## [Directions]
Copy out the lines beginning at the one with "Find the location of a" and ending at the last line of the data, both included; pictures stay out.

*** Supplied material ***

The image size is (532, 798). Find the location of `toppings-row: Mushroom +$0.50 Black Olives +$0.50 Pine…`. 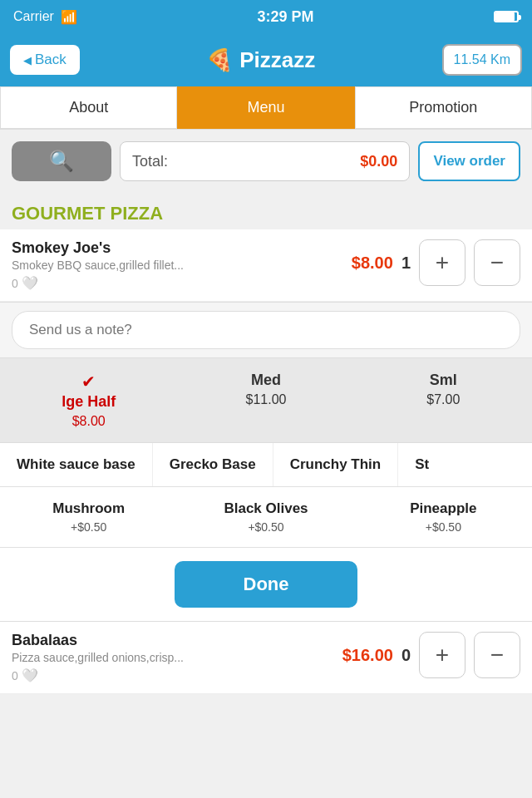

toppings-row: Mushroom +$0.50 Black Olives +$0.50 Pine… is located at coordinates (266, 517).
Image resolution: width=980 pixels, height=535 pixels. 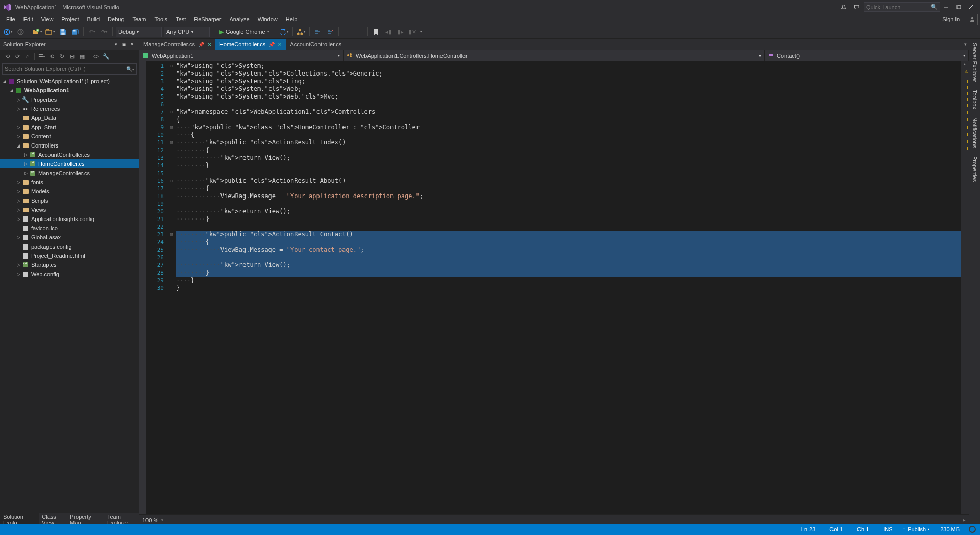 I want to click on tree-home-controller: ▷HomeController.cs, so click(x=69, y=164).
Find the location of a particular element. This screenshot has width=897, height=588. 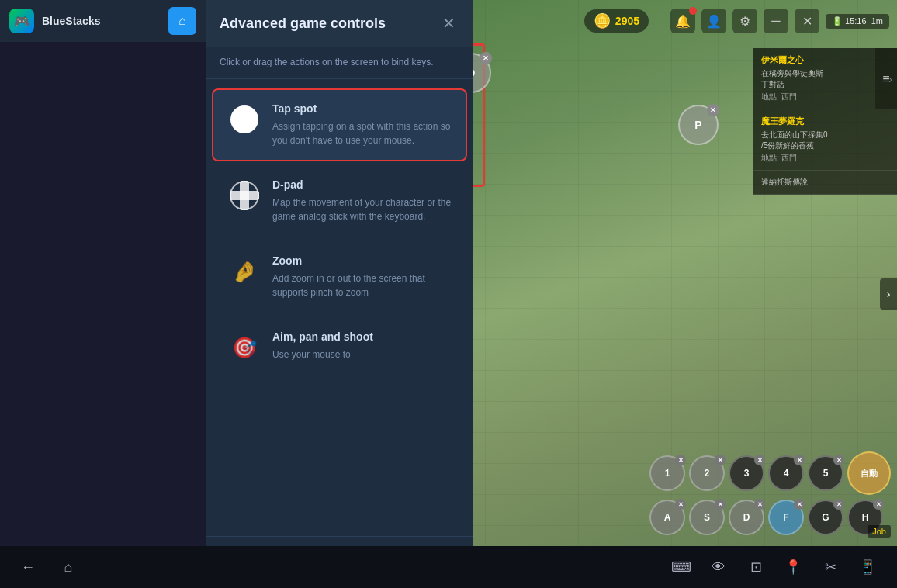

coin-display: 🪙 2905 is located at coordinates (616, 21).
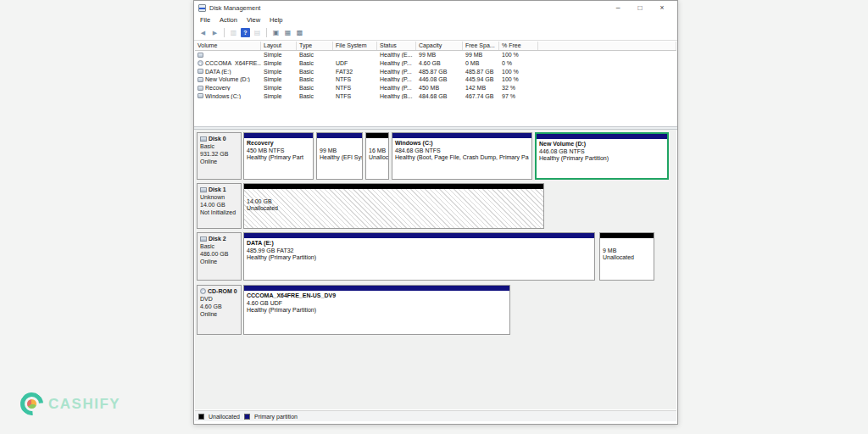 Image resolution: width=868 pixels, height=434 pixels. I want to click on volume-name: Recovery, so click(218, 88).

*** End of Supplied material ***

## [The completed task]
Find the location of a particular element. This screenshot has width=897, height=588. 

coin-display: 🪙 2905 is located at coordinates (616, 21).
 Image resolution: width=868 pixels, height=434 pixels. I want to click on volume-name: Recovery, so click(218, 88).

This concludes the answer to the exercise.